Cameroon

Cameroon has used the same electoral system since 1992 to elect the 180 members of the National Assembly.

Allocation Method
There are a mixture of single-member (SMDs) and multimember (MMDs) districts. In each district, a party must present a list of candidates equal to the number of mandates available (e.g. one candidate in an SMD).

In SMDs, the single-member plurality system determines the winner. Put more simply, the candidate of the party with the most votes wins.

In MMDs, any list that gains a majority of the vote wins all of the seats. Otherwise, the first-place list receives one-half of the seats rounded up to the nearest whole number if necessary. The remaining seats are then distributed among the other parties that earned at least 5% of the votes cast in the constituency according to the largest remainder system of proportional representation with a Hare quota.

Additional documents, maps, and information on sources below.

Allocation Example

Wouri 1992 AllocationThis table shows the votes and allocation process in 1992 in Wouri, a constituency with 9 seats in Littoral Province. UPC came in first but did not win a majority, which would have qualified it to receive all 9 seats. Instead, it received one-half of the seats rounded up, or 5 seats (9/2 = 4.5, rounded up to 5).

The remaining four seats were divided among the three other parties with more than 5% of the district vote: RDPC, UNDP and PNP. A Hare quota for these parties equals 20,350–the total votes cast for the three parties, 81,403, divided by the number of remaining seats, 4. Seats were then awarded for multiples of full Hare quotas, so RDPC and UNDP each gained one seat. The Remainder Votes column shows the votes unused by the three parties towards a full Hare quota. The remaining two seats were allotted in descending order of these remainders, so first RDPC received a seat and then UNDP gained the last seat.

Apportionment
In Cameroon, the President delimits parliamentary constituencies within provinces and can subdivide administrative districts within a province into multiple electoral districts or, more rarely, combine administrative districts into a single electoral district.

CM Apportion pt 1 CM Apportion pt 2
Cameroon Constitution (French)
Cameroon Constitution (English)
Cameroon Electoral Code (French)
Cameroon Electoral Code (English)
1992 NDI Cameroon Election Report
1997 IFES 1997 Cameroon Legislative Elections Report
2013 CET Cameroon Legislative and Municipal Elections Report

Map of Cameroon’s Provinces

CM Provinces

Sources: I am grateful to Ericka Albaugh for sharing her data on apportionment and boundary delimitation in Cameroon. For more information, see Ericka A. Albaugh, “An autocrat’s toolkit: adaptation and manipulation in ‘democratic’ Cameroon,” Democratization 18: 2(2011), 288-414; Andreas Mehler, “Cameroon” in Dieter Nohlen, Michael Krennerich and Bernhard Thibaut, eds., Elections in Africa (Oxford 1999), 167-88; Electoral Code (see above); Elections Cameroon.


Apart from the pictures, everything in the lines below must be printed exactly.

- - - - - - -

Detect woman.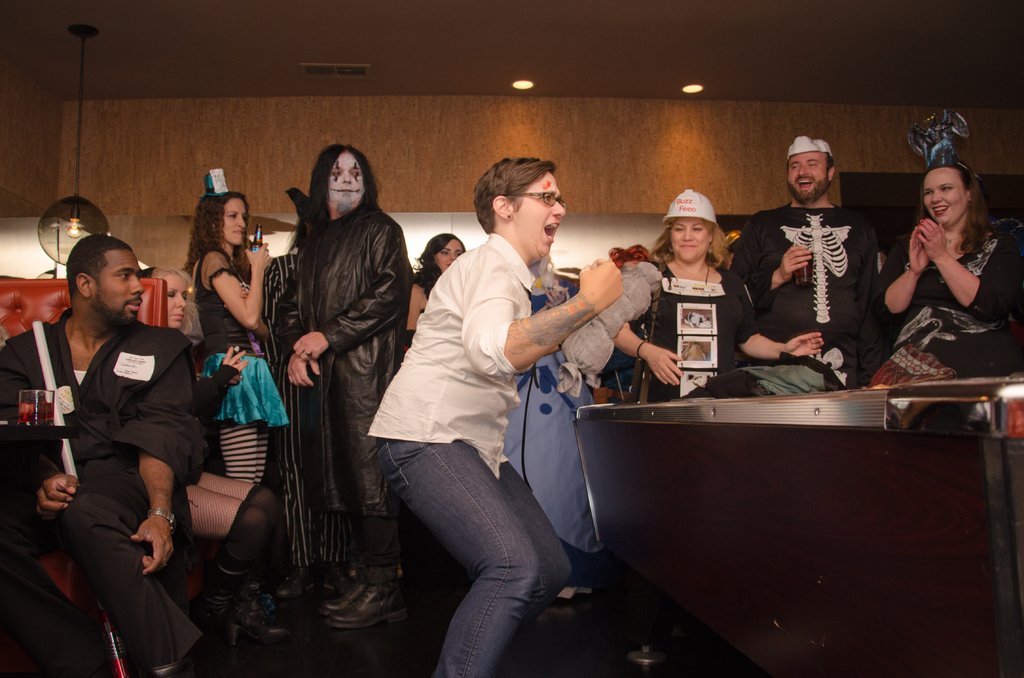
Detected at bbox(415, 232, 482, 377).
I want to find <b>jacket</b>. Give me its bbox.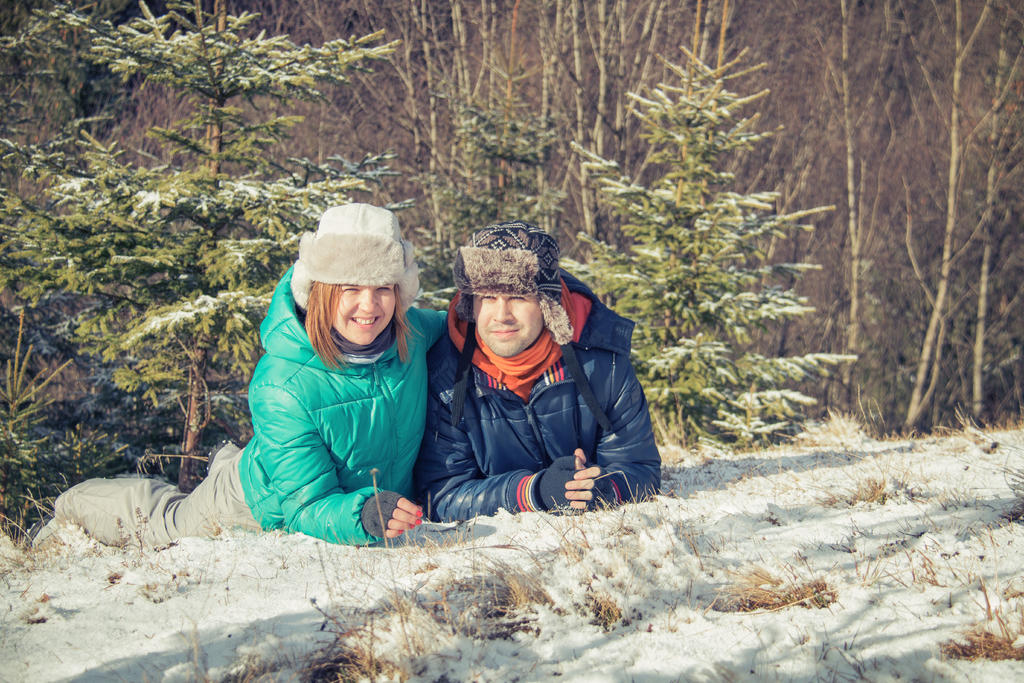
bbox=(422, 262, 668, 527).
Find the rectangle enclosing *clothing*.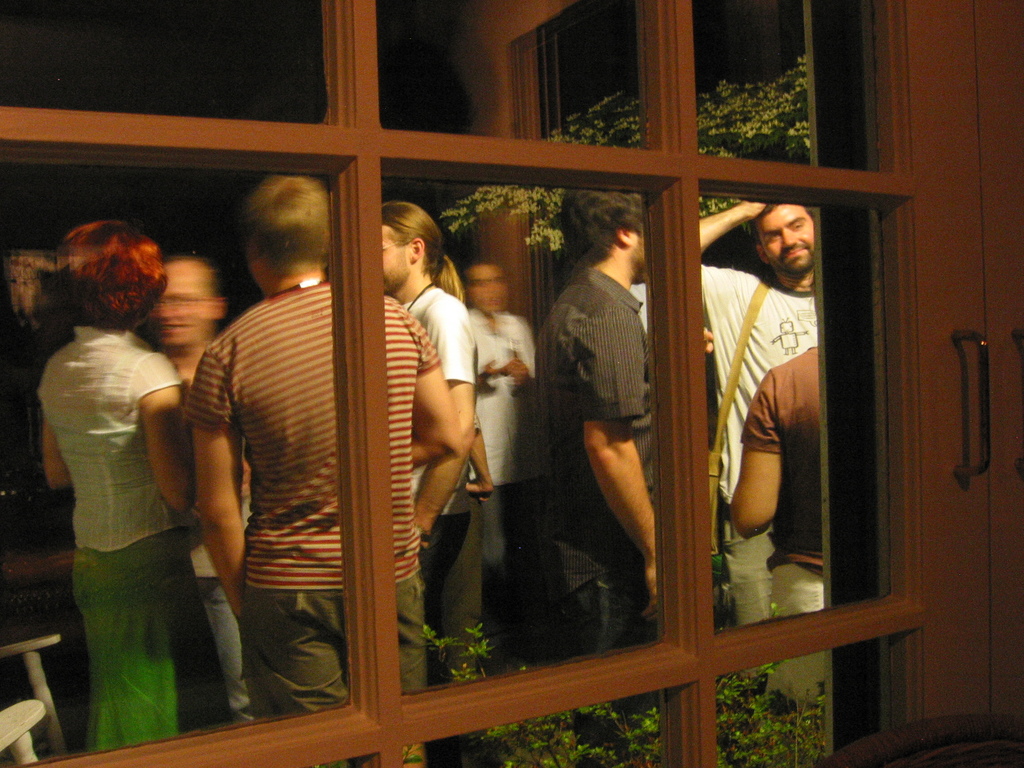
Rect(36, 258, 200, 726).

- - - - - - -

=== SOLUTION TO THE PROBLEM ===
Detect woman.
Detected at bbox(415, 232, 482, 377).
I want to find <b>jacket</b>. Give me its bbox.
bbox=(422, 262, 668, 527).
Find the rectangle enclosing *clothing*.
Rect(36, 258, 200, 726).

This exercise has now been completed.